On November 6, 2003 Congress passed US Public Law 108-106, which mandated the appointment of an Inspector General for the Coalition Provisional Authority, within thirty days. On January 20, 2004 Bowen was appointed to this position. In late 2004 his term was extended, and his duties amended, when he was appointed Special Inspector General for Iraq Reconstruction.

Mr Bowen's investigations into the Financial management of the CPA have been critical of its practices. Paul Bremer, the former chief of the CPA, responded to those criticisms by saying that Bowen didn't interview them, and wasn't making allowance for the high turnover rate of the CPA staff. However, KPMG, the auditors who reported to the International Advisory and Monitoring Board, reported that Bremer, and many other key members of his staff had refused to meet with them, and had then left Iraq early, without signing crucial documents. This left more junior staff members who had not been responsible for those portfolios, and could not speak to their accuracy, to sign them.

The missing money in Iraq totals $21 billion and includes $12 billion in cash that the Pentagon flew into Iraq straight from Federal Reserve vaults via military transports, and for which there has been little or no accounting.
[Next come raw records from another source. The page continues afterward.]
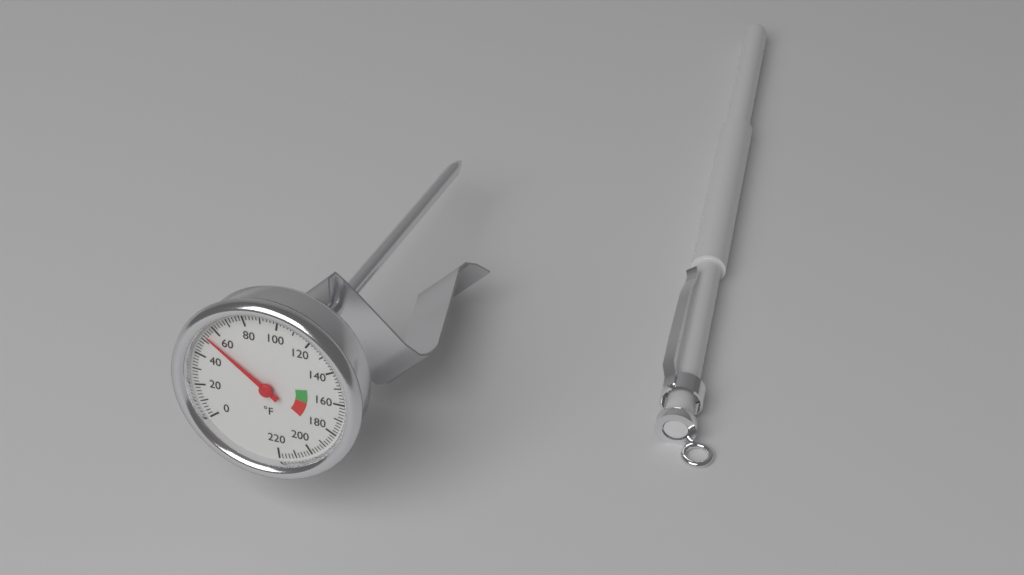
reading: 54 °F
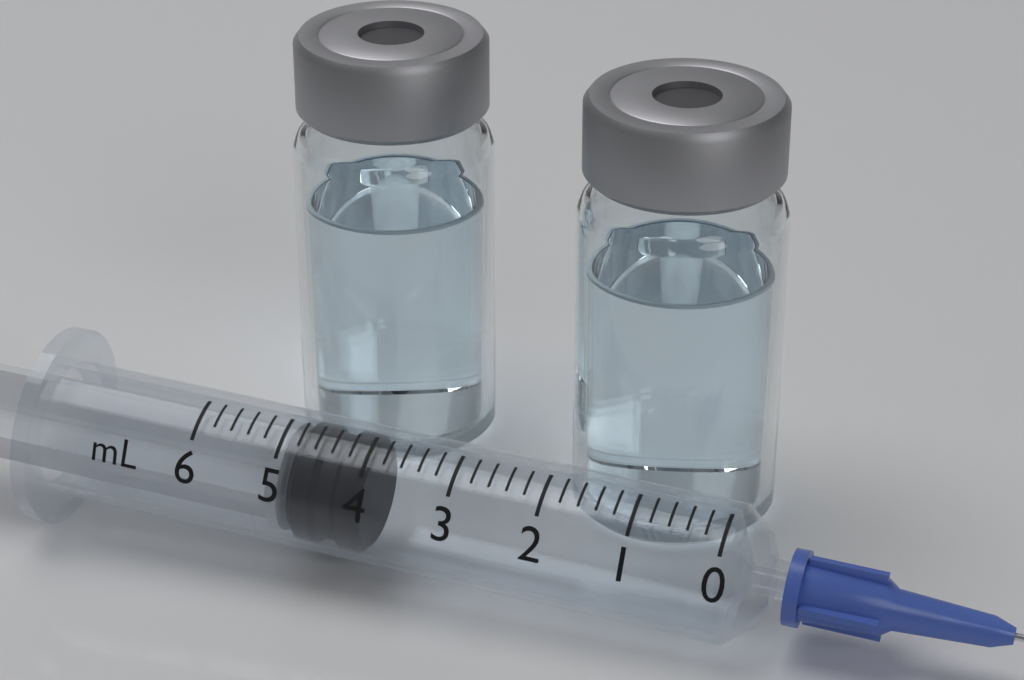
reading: 4.0 ml
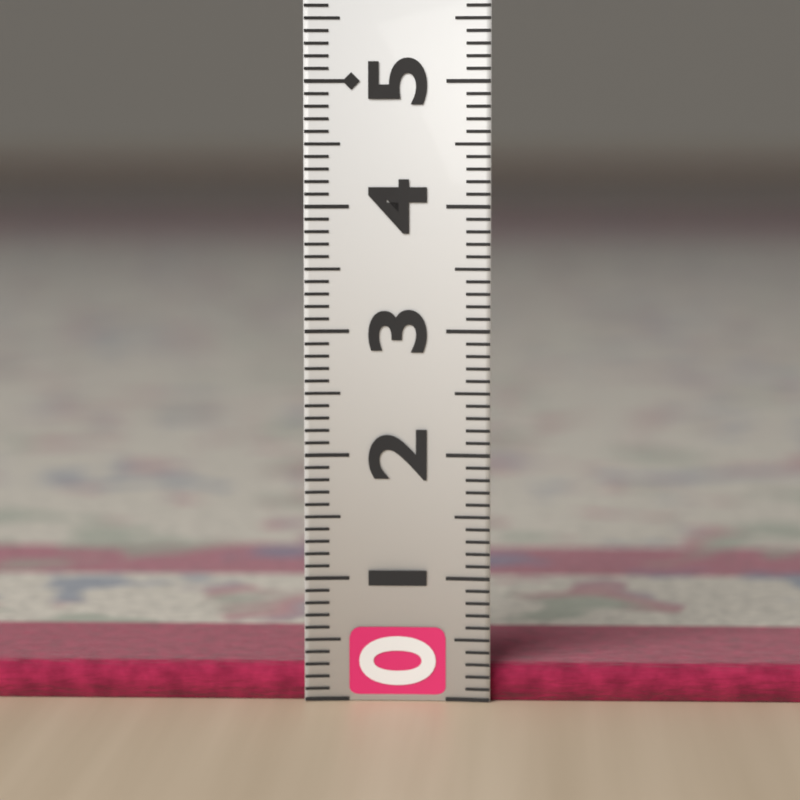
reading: 0.3 (no unit)
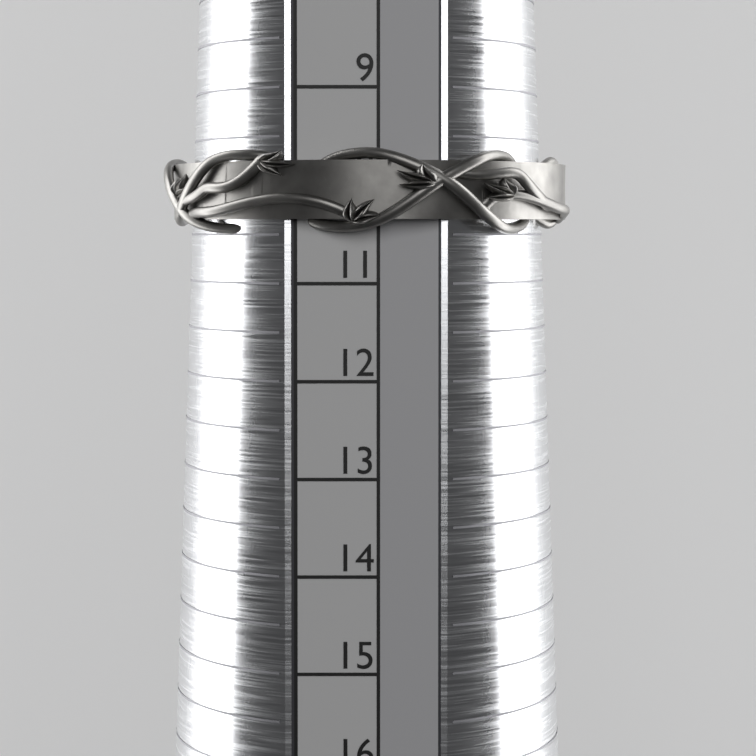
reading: 10.5 (no unit)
It has been reported that one of President Bush's 750 Presidential signing statements attached to the investigation blocked findings by adding a caveat that the new inspector general would have no authority to investigate any contracts or corruption issues involving the Pentagon.

The limitations on the investigations would not have been reported by someone loyal to the President. The appointee to the post, Stuart Bowen, has a long history of working as a loyal supporter of the president. Bowen was a deputy general counsel for Governor Bush, the assistant to solicitor Alberto Gonzales). He did service to Bush as a member of the team that handled the famous vote count atrocity in Florida in the November 2000 election, and worked under Gonzales again in the White House during Bush's first term, before returning briefly to private practice.

Thomas Gimble, the acting inspector general of the Pentagon, was asked in 2005 during a congressional hearing by Christopher Shays (R-CT), chair of the House government reform subcommittee, why the Pentagon had no audit team in Iraq to look for fraud, Gimble facilely replied that such a team was "not needed" because Congress had set up the special inspector general unit to do that. He didn't mention that the president had barred the special inspector general from investigating Pentagon scandals.

This would not be the first time that many of the individuals in the Bush Administration side stepped Congress. The Administration includes a number of people who were linked to the Reagan-era Iran-Contra scandal, when the creative-and criminal-idea was conceived of secretly selling Pentagon stocks of shoulder-fired Stinger anti-aircraft missiles to Iran, and using the proceeds to secretly fund the U.S. trained and organized Contra fighters who were fighting to topple the Sandinista government in Nicaragua. Congress had banned any U.S. aid to the Contras.